Chin National Day offers ray of hope

Chin National Day offers ray of hope
by -
Mizzima

Despite grinding poverty and an ongoing food crisis, the ethnic people of Chin State celebrated their national day for the first time in 30 years on February 20.

65th-Chin-National-Day-Chins-dance-in-IndianapolisCeremonies and events were held in state capital Hakha and other towns across the region, as well as in Yangon and Naypyitaw.

Writing for Chinland Guardian, Van Biak Thang said, “Celebrations of the 65th Chin National Day in Chin State brought a renewed ray of hope for the Chin people who had faced restrictions to hold their historic day in Burma for decades.”

The Hakha ceremony was jointly organized by the Chin National Front (CNF) and the Chin State government. Festivities included traditional sports, song and dance, and was attended by many exiled Chins who were returning to their homeland for the first time in years, if not decades.

Speaking on behalf of the CNF, the 2007 Martin Luther King award winner Dr. Lian Hmung Sakhong said, “Commemorating Chin National Day today re-establishes the 65-year struggle of the Chin as a nationalist movement.”

Stressing that the ceremony is inseparably connected with the pro-democracy cause, the renowned Chin academic continued: “Whenever anti-democracy forces were in power, the celebration of Chin National Day was banned. Just as democracy was suppressed, so was permission to observe our national day.”

Chin National Day has its roots in the Falam Conference of February 18-20, 1948, when 5,000 Chin representatives voted to overturn their traditional feudal system in favor of a democratic vote to elect local officials.

The ceremony was banned under the reign of the military junta in Myanmar, but a meeting in December between the CNF and the Union government re-established February 20 as Chin National Day and an official state holiday.

Wednesday’s festivities in Hakha were attended by Union Ministers Soe Thein and Win Tun, Chin State Chief Minister Pu Hung Ngai and other state ministers, Chin MPs, and members of the CNF who in January 2012 signed a ceasefire agreement with the central government after 23 years of resistance.

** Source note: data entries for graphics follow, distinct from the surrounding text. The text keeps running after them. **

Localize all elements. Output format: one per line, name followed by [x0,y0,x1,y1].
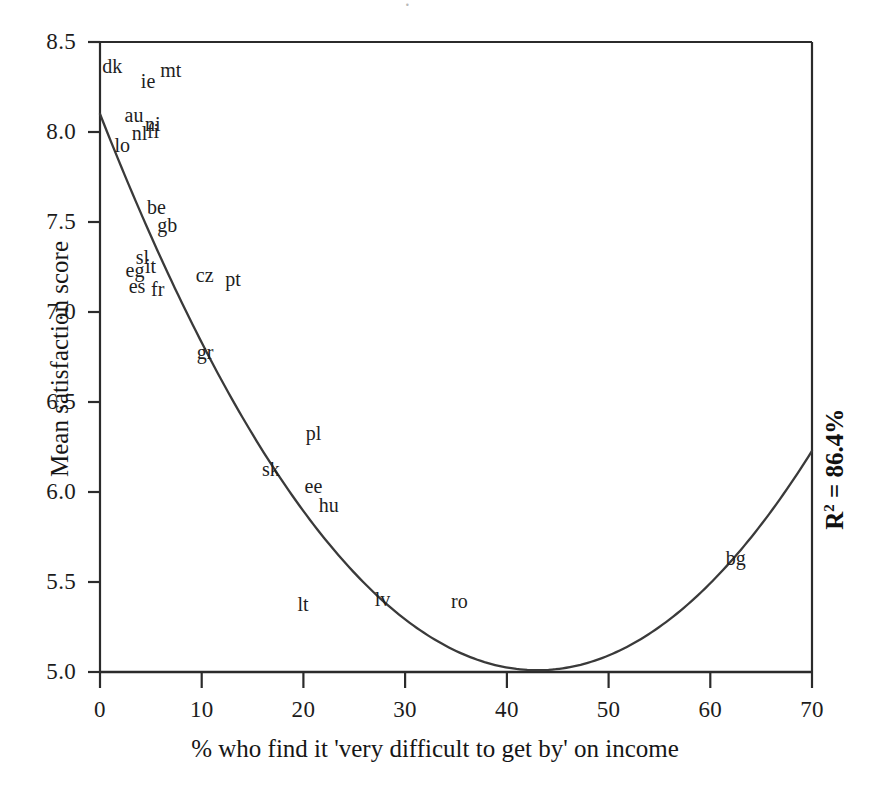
point-label-gb: gb [157,215,177,235]
r-squared-annotation: R2 = 86.4% [821,339,849,599]
y-tick-label: 8.0 [14,120,76,143]
x-tick-label: 10 [172,698,232,721]
point-label-lo: lo [114,135,130,155]
point-label-lt: lt [297,594,308,614]
y-tick-label: 5.5 [14,570,76,593]
point-label-bg: bg [726,548,746,568]
r-squared-r: R [821,512,848,530]
x-tick-label: 50 [579,698,639,721]
point-label-pl: pl [306,423,322,443]
point-label-ro: ro [451,591,468,611]
chart-figure: · [0,0,870,796]
y-axis-title: Mean satisfaction score [46,159,74,559]
x-axis-ticks [100,672,812,688]
point-label-hu: hu [319,495,339,515]
point-label-es: es [129,276,146,296]
x-tick-label: 30 [375,698,435,721]
point-label-gr: gr [197,342,214,362]
x-tick-label: 20 [273,698,333,721]
point-label-cz: cz [196,265,214,285]
point-label-ee: ee [305,476,323,496]
point-label-mt: mt [160,60,181,80]
x-tick-label: 0 [70,698,130,721]
y-tick-label: 8.5 [14,30,76,53]
y-axis-ticks [88,42,100,672]
point-label-pt: pt [225,269,241,289]
point-label-fr: fr [151,279,164,299]
fitted-curve [100,114,812,670]
r-squared-exponent: 2 [821,504,837,512]
point-label-dk: dk [102,56,122,76]
point-label-lv: lv [375,589,391,609]
x-axis-title: % who find it 'very difficult to get by'… [0,735,870,763]
x-tick-label: 60 [680,698,740,721]
point-label-sk: sk [262,459,280,479]
point-label-ie: ie [141,71,155,91]
y-tick-label: 5.0 [14,660,76,683]
r-squared-value: = 86.4% [821,409,848,505]
x-tick-label: 70 [782,698,842,721]
point-label-nl: nl [132,123,148,143]
point-label-it: it [145,256,156,276]
point-label-fi: fi [147,121,159,141]
x-tick-label: 40 [477,698,537,721]
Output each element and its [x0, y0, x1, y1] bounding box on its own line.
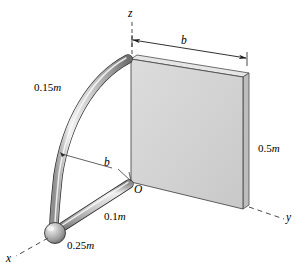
arc-length-unit: m: [53, 81, 61, 93]
sphere-size-dimension: 0.25m: [67, 240, 94, 251]
engineering-diagram: [0, 0, 303, 265]
sphere-size-unit: m: [86, 239, 94, 251]
arc-length-dimension: 0.15m: [34, 82, 61, 93]
plate-width-label: b: [181, 35, 187, 47]
rod-length-dimension: 0.1m: [104, 211, 126, 222]
straight-rod: [56, 182, 129, 231]
arc-radius-leader: [60, 152, 131, 181]
arc-radius-label: b: [104, 157, 110, 169]
rod-length-unit: m: [118, 210, 126, 222]
x-axis-label: x: [6, 253, 11, 265]
y-axis: [249, 207, 284, 219]
plate-height-value: 0.5: [258, 142, 272, 154]
arc-length-value: 0.15: [34, 81, 53, 93]
plate: [131, 55, 249, 209]
y-axis-label: y: [286, 212, 291, 224]
x-axis: [16, 238, 48, 256]
origin-label: O: [134, 184, 142, 196]
plate-height-unit: m: [272, 142, 280, 154]
sphere-size-value: 0.25: [67, 239, 86, 251]
z-axis-label: z: [128, 8, 132, 20]
sphere-mass: [45, 223, 66, 244]
figure-canvas: z y x b b O 0.15m 0.1m 0.25m 0.5m: [0, 0, 303, 265]
plate-height-dimension-label: 0.5m: [258, 143, 280, 154]
quarter-circular-rod: [54, 58, 128, 228]
rod-length-value: 0.1: [104, 210, 118, 222]
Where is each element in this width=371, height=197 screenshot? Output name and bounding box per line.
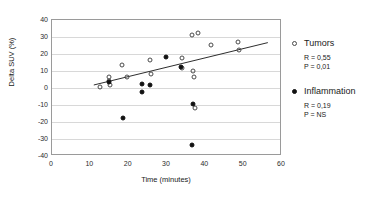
data-point-tumors <box>148 72 153 77</box>
data-point-tumors <box>120 63 125 68</box>
x-tick-label: 20 <box>116 160 140 167</box>
data-point-tumors <box>190 33 195 38</box>
regression-line <box>52 20 280 154</box>
data-point-inflammation <box>107 80 112 85</box>
data-point-tumors <box>179 55 184 60</box>
chart-legend: Tumors R = 0,55 P = 0,01 Inflammation R … <box>292 38 371 134</box>
tumors-r-value: R = 0,55 <box>304 53 371 62</box>
legend-entry-inflammation: Inflammation <box>292 86 371 96</box>
data-point-tumors <box>191 75 196 80</box>
data-point-tumors <box>196 31 201 36</box>
inflammation-p-value: P = NS <box>304 110 371 119</box>
x-axis-title: Time (minutes) <box>51 176 281 184</box>
tumors-p-value: P = 0,01 <box>304 62 371 71</box>
x-tick-label: 50 <box>231 160 255 167</box>
data-point-tumors <box>147 57 152 62</box>
data-point-tumors <box>209 43 214 48</box>
legend-entry-tumors: Tumors <box>292 38 371 48</box>
data-point-inflammation <box>164 54 169 59</box>
scatter-chart-figure: Delta SUV (%) 403020100-10-20-30-40 0102… <box>0 0 371 197</box>
y-tick-label: -30 <box>26 135 48 142</box>
x-tick-label: 10 <box>77 160 101 167</box>
x-axis-tick-labels: 0102030405060 <box>51 160 281 170</box>
y-axis-tick-labels: 403020100-10-20-30-40 <box>22 19 48 155</box>
data-point-inflammation <box>140 90 145 95</box>
data-point-inflammation <box>148 83 153 88</box>
y-tick-label: 20 <box>26 50 48 57</box>
data-point-inflammation <box>189 142 194 147</box>
legend-label-inflammation: Inflammation <box>304 86 356 96</box>
data-point-inflammation <box>179 65 184 70</box>
data-point-inflammation <box>120 115 125 120</box>
y-tick-label: -20 <box>26 118 48 125</box>
data-point-tumors <box>125 75 130 80</box>
y-tick-label: 0 <box>26 84 48 91</box>
y-tick-label: 40 <box>26 16 48 23</box>
data-point-inflammation <box>140 82 145 87</box>
x-tick-label: 40 <box>192 160 216 167</box>
x-tick-label: 60 <box>269 160 293 167</box>
y-tick-label: 30 <box>26 33 48 40</box>
data-point-tumors <box>191 69 196 74</box>
y-tick-label: -40 <box>26 152 48 159</box>
filled-circle-marker-icon <box>292 89 297 94</box>
data-point-tumors <box>236 47 241 52</box>
legend-label-tumors: Tumors <box>304 38 334 48</box>
x-tick-label: 0 <box>39 160 63 167</box>
data-point-inflammation <box>191 102 196 107</box>
plot-frame <box>51 19 281 155</box>
legend-group-inflammation: Inflammation R = 0,19 P = NS <box>292 86 371 119</box>
legend-group-tumors: Tumors R = 0,55 P = 0,01 <box>292 38 371 71</box>
x-tick-label: 30 <box>154 160 178 167</box>
y-axis-title: Delta SUV (%) <box>8 27 16 97</box>
data-point-tumors <box>235 40 240 45</box>
y-tick-label: -10 <box>26 101 48 108</box>
y-tick-label: 10 <box>26 67 48 74</box>
inflammation-r-value: R = 0,19 <box>304 101 371 110</box>
open-circle-marker-icon <box>292 41 297 46</box>
plot-area <box>52 20 280 154</box>
data-point-tumors <box>98 85 103 90</box>
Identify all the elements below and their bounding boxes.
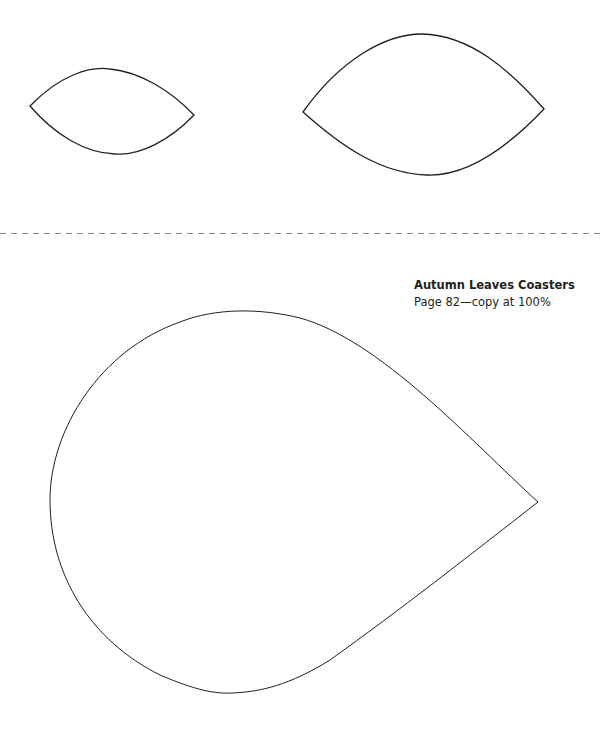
template-caption: Autumn Leaves Coasters Page 82—copy at 1… (414, 277, 575, 311)
small-leaf-template (30, 68, 194, 154)
template-subtitle: Page 82—copy at 100% (414, 294, 575, 311)
template-page (0, 0, 604, 729)
large-leaf-template (303, 34, 544, 175)
teardrop-template (50, 311, 538, 693)
template-title: Autumn Leaves Coasters (414, 277, 575, 294)
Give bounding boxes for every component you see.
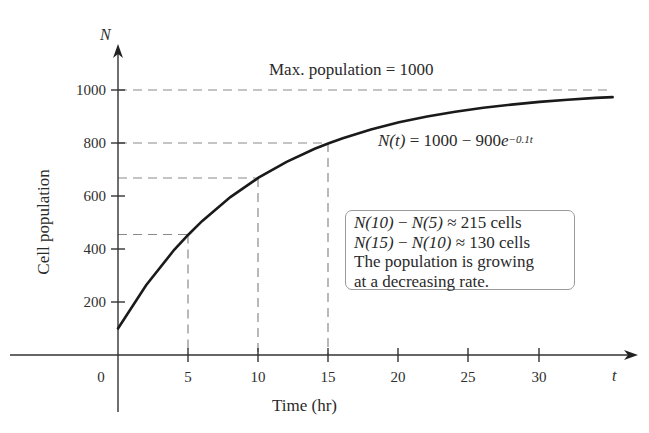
x-tick-15: 15 [321, 369, 336, 385]
max-population-label: Max. population = 1000 [269, 60, 433, 80]
x-tick-20: 20 [391, 369, 406, 385]
y-axis-letter-n: N [99, 26, 112, 43]
eq-lhs: N(t) [378, 131, 405, 150]
y-tick-400: 400 [84, 241, 107, 257]
note-op: − [394, 213, 412, 232]
y-tick-800: 800 [84, 135, 107, 151]
note-line-4: at a decreasing rate. [354, 272, 574, 292]
eq-e: e [501, 131, 509, 150]
x-axis-letter-t: t [612, 367, 617, 384]
note-result: ≈ 215 cells [443, 213, 522, 232]
origin-label: 0 [97, 369, 105, 385]
y-tick-1000: 1000 [76, 82, 106, 98]
y-axis-label: Cell population [34, 169, 54, 274]
note-term: N(5) [412, 213, 443, 232]
x-tick-5: 5 [184, 369, 192, 385]
note-line-1: N(10) − N(5) ≈ 215 cells [354, 213, 574, 233]
note-line-3: The population is growing [354, 252, 574, 272]
note-op: − [394, 233, 412, 252]
note-result: ≈ 130 cells [451, 233, 530, 252]
note-line-2: N(15) − N(10) ≈ 130 cells [354, 233, 574, 253]
x-tick-25: 25 [461, 369, 476, 385]
y-tick-600: 600 [84, 188, 107, 204]
note-term: N(15) [354, 233, 394, 252]
annotation-box: N(10) − N(5) ≈ 215 cells N(15) − N(10) ≈… [345, 210, 575, 290]
note-term: N(10) [412, 233, 452, 252]
x-tick-10: 10 [251, 369, 266, 385]
eq-exponent: −0.1t [509, 133, 533, 145]
note-term: N(10) [354, 213, 394, 232]
function-equation: N(t) = 1000 − 900e−0.1t [378, 131, 533, 151]
x-tick-30: 30 [532, 369, 547, 385]
y-tick-200: 200 [84, 294, 107, 310]
eq-mid: = 1000 − 900 [405, 131, 501, 150]
x-axis-label: Time (hr) [272, 396, 337, 416]
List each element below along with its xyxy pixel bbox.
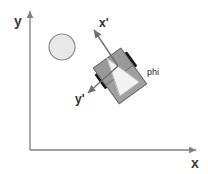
x-prime-axis-label: x' <box>99 16 109 30</box>
y-prime-axis-label: y' <box>75 92 85 106</box>
heading-angle-label: phi <box>147 67 159 77</box>
obstacle-circle <box>49 34 75 60</box>
robot-pose-diagram: y x x' y' phi <box>0 0 208 174</box>
diagram-canvas: y x x' y' phi <box>0 0 208 174</box>
x-axis-label: x <box>191 155 199 171</box>
y-axis-label: y <box>14 13 22 29</box>
robot-vehicle <box>91 46 149 105</box>
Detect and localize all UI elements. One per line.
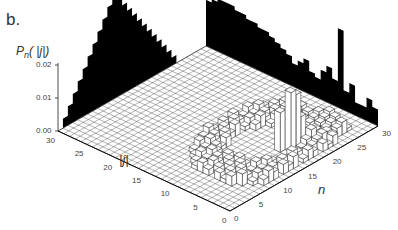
n-tick-label: 10	[283, 186, 292, 195]
n-tick-label: 25	[357, 143, 366, 152]
z-tick-label: 0.01	[36, 93, 52, 102]
j-tick-label: 25	[75, 149, 84, 158]
j-tick-label: 15	[132, 176, 141, 185]
j-tick-label: 0	[222, 216, 226, 225]
j-tick-label: 5	[193, 203, 197, 212]
n-tick-label: 15	[308, 172, 317, 181]
j-tick-label: 10	[161, 189, 170, 198]
j-tick-label: 20	[103, 163, 112, 172]
panel-label: b.	[6, 10, 20, 30]
n-tick-label: 0	[234, 214, 238, 223]
j-axis-label: |j|	[119, 152, 129, 167]
z-tick-label: 0.02	[36, 60, 52, 69]
j-tick-label: 30	[46, 136, 55, 145]
n-tick-label: 20	[333, 157, 342, 166]
3d-bar-chart	[0, 0, 398, 230]
z-axis-label: Pn( |j|)	[16, 44, 49, 60]
z-tick-label: 0.00	[36, 126, 52, 135]
n-axis-label: n	[318, 182, 325, 197]
n-tick-label: 5	[259, 200, 263, 209]
n-tick-label: 30	[382, 129, 391, 138]
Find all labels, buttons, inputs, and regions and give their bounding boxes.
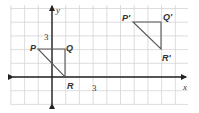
vertex-label-p: P xyxy=(30,43,37,53)
y-axis-label: y xyxy=(55,5,60,15)
x-axis-label: x xyxy=(182,82,187,92)
y-tick-label-3: 3 xyxy=(44,32,49,42)
vertex-label-q-prime: Q' xyxy=(163,12,173,22)
axes: x y xyxy=(13,5,187,104)
vertex-label-p-prime: P' xyxy=(122,13,131,23)
vertex-label-r: R xyxy=(67,81,74,91)
vertex-label-r-prime: R' xyxy=(162,53,171,63)
vertex-label-q: Q xyxy=(66,43,73,53)
x-tick-label-3: 3 xyxy=(92,83,97,93)
coordinate-plane: x y 3 3 P Q R P' Q' R' xyxy=(0,0,199,113)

In December, the CNF went a step further in signing a 27-point plan with a government delegation in Yangon, which encompassed education, health, human rights, resources and various other social and economic issues, as well as the re-establishment of Chin National Day.

In Naypyitaw, a ceremony to mark the occasion was attended by opposition leader Aung San Suu Kyi and Lower House speaker Thura Shwe Mann.

President Thein Sein visited the Chin State capital on Saturday, February 16, with a delegation that included the ministers of health, education, forestry, immigration, and science and technology.

On Sunday, the Myanmar President announced that the central government will support Chin State’s infrastructure of roads, and will ensure supplies of water and electricity.

Speaking to Mizzima reporter Kun Chan, the Chin State Agricultural Minister Van Thawng said that Thein Sein authorized the State government to install a 66 kW power grid, and to improve roads such as the Hakha – Ganggaw (Magway Region) Highway, and the Hakha – Kalay (Sagaing Region) Highway.

“Thein Sein said that the Chin State government has responsibility to fulfill the needs of people in the area. He said the local authorities have to do whatever they can, and that for matters beyond their capability, they can request help from the central government,” said Van Thawng.

The President also gave directions on state education and for the re-opening of the Falam Agricultural Institute.

But Chin State has yet to recover from the 2007-09 “mautum, a catastrophic event meaning “bamboo death”, which occurs in Chin State and the surrounding regions every 48 years when the flowering of a bamboo plant causes an intense rat infestation. The rats subsequently eat the bamboo plants, reproduce exponentially and attack farmers’ crops.

A survey carried out between January 7 and February 10 by State MP Pu Lal Maung Cung, who is a CNF member, concluded that severe food shortages were common across the state, and that cases of starvation were reported.

“About 22 villages in Than Tlang Township, including Vailam, Zanak and Vanzangtlang areas, were surveyed by Pu Lal Maung Cung,” wrote Khonumthung News on February 15. “Zanak tlang area is the most affected by starvation among the three areas in Than Tlang, so the government and Hluttaw representatives are obliged to solve the problem here first, said Pu Lal Maung Cung.”

Food shortages and water supply problems were reported in other parts of the region.

The Chin ethnic group makes up the majority of the mountainous state's 500,000 people, some 70 percent of whom are Christians. Sparsely populated and officially the poorest state in the country, the region remains one of the least developed areas in Myanmar and has the highest unemployment rate at 73 percent.